Contributor
Ray
Haynes
Mr.
Haynes is an Assembly member representing Riverside and
Temecula.
He serves on the Appropriations and Budget Committees. [go to
Assembly Member Haynes
website at California Assembly][go to Haynes index]
A
Parliament Of Fools
California’s broken and dysfunctional Legislature…
[Ray
Haynes] 3/15/05
Most people
don’t actually know what goes on in the California
State Legislature. In fact, most stories about what actually
happens “under the dome” in Sacramento are met with
incredulity. No way could that happen, I am told. I must be exaggerating
to embarrass the Democrats.
This week saw the beginning of hearings on legislation
in Sacramento. Of course, we have been in session for two months,
but we are
just now actually beginning to consider new ideas for laws from
our elected officials. I wish we would be in session for six
months before we did anything, because you would be safer that
way, but as it is, we only waste two months of your time and
money before getting to “the business of the people”.

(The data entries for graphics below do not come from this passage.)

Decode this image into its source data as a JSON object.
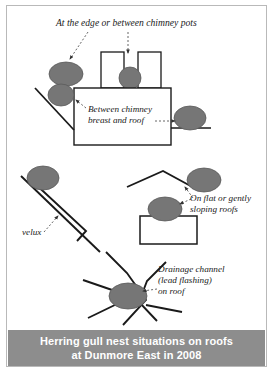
{
  "figure": {
    "title_caption": {
      "line1": "Herring gull nest situations on roofs",
      "line2": "at Dunmore East in 2008",
      "band_color": "#8d8d8d",
      "text_color": "#ffffff"
    },
    "border_color": "#b9b9b9",
    "background_color": "#ffffff"
  },
  "annotations": [
    {
      "id": "chimney-pots",
      "text": "At the edge or between chimney pots",
      "lines": [
        "At the edge or between chimney pots"
      ],
      "leader_count": 2
    },
    {
      "id": "chimney-breast",
      "text": "Between chimney breast and roof",
      "lines": [
        "Between chimney",
        "breast and roof"
      ],
      "leader_count": 2
    },
    {
      "id": "flat-roof",
      "text": "On flat or gently sloping roofs",
      "lines": [
        "On flat or gently",
        "sloping roofs"
      ],
      "leader_count": 2
    },
    {
      "id": "velux",
      "text": "velux",
      "lines": [
        "velux"
      ],
      "leader_count": 1
    },
    {
      "id": "drainage",
      "text": "Drainage channel (lead flashing) on roof",
      "lines": [
        "Drainage channel",
        "(lead flashing)",
        "on roof"
      ],
      "leader_count": 1
    }
  ],
  "styles": {
    "gull_fill": "#767676",
    "gull_stroke": "#5a5a5a",
    "structure_stroke": "#1a1a1a",
    "structure_fill": "#ffffff",
    "leader_stroke": "#555555"
  },
  "scene": {
    "gull_count": 8,
    "elements": [
      "two chimney pots on chimney stack",
      "chimney breast with roof slopes",
      "pitched roof apex",
      "flat roof block",
      "sloping roof with velux skylight",
      "drainage channel valley on roof"
    ]
  }
}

With that caveat, here is the story of one of those hearings.
There were two bills in front of the Assembly Business and Professions
Committee, one of which happened to be mine. How each bill was
handled by the committee is a study of a truly dysfunctional
institution.
You and I know we have a broken budget process—a budget
with a permanent, structural deficit. One of the reasons the
budget is broken is the process by which Legislature addresses
the budget. Once a program is funded (by giving it money in a “line
item” in the budget), the Legislature never again looks
at the program, how it has grown, how much money it is spending,
and whether that money is actually accomplishing what the program
intended to accomplish. That is because the budget committees
only review what is known in the capitol as “budget change
proposals” (BCPs).
These BCPs are the bureaucrats requests for changes
in programs in the upcoming budget year. These BCPs rarely
analyze current
or previous year spending, program accomplishments, or how the
extra money will help the bureaucracy do a better job. If anyone
in the Legislature or the public try to compare one year’s
spending to the next, it is virtually impossible. The one time
I asked for the information, the bureaucrats came running to
my office to ask me why I wanted it, and ultimately refused to
provide it to me, even though it would be helpful in the review
of this agency’s budget. The budget chairman backed the
agency, basically saying he didn’t want to know the spending
history of this agency.
So I put in a bill to have the spending history
be a part of the budget process. I first did this in the Davis
administration,
and the Democrats voted the idea down because they thought it
would embarrass Davis. I put the bill in this time to show my
intent was good government, not partisan bashing. It turns out
the Democrats don’t even want the information. The committee
spent about twenty minutes listening to the bill, and then turned
it down without questions or discussion on the merits of the
bill.
Contrast that with a bill in front of the same
committee on “hair
threading.” Hair threading is an Asian practice which has
the same effect as waxing. A few years ago, the Legislature said
hair threaders don’t need a cosmetology license. The bureaucrats
tried to re-regulate these women business owners by ruling that
a cosmetology license was necessary for those threaders who used
scissors to cut the one or two eyebrow hairs missed by the threading
process. The committee spent an hour debating whether cutting
one eyebrow hair is worthy of setting the full power of our criminal
justice system against one of California’s hard-working
citizens. The committee will pass a bill to protect the threaders.
They spend an hour (and vote favorably) for one eyebrow hair;
and give twenty minutes and a negative vote on a proposal to
avoid future multi-billion dollar budget deficits. What on earth
are these people thinking? CRO
Mr.
Haynes is a California Assembleyman representing Riverside
and Temecula and frequent contributor to CaliforniaRepublic.org.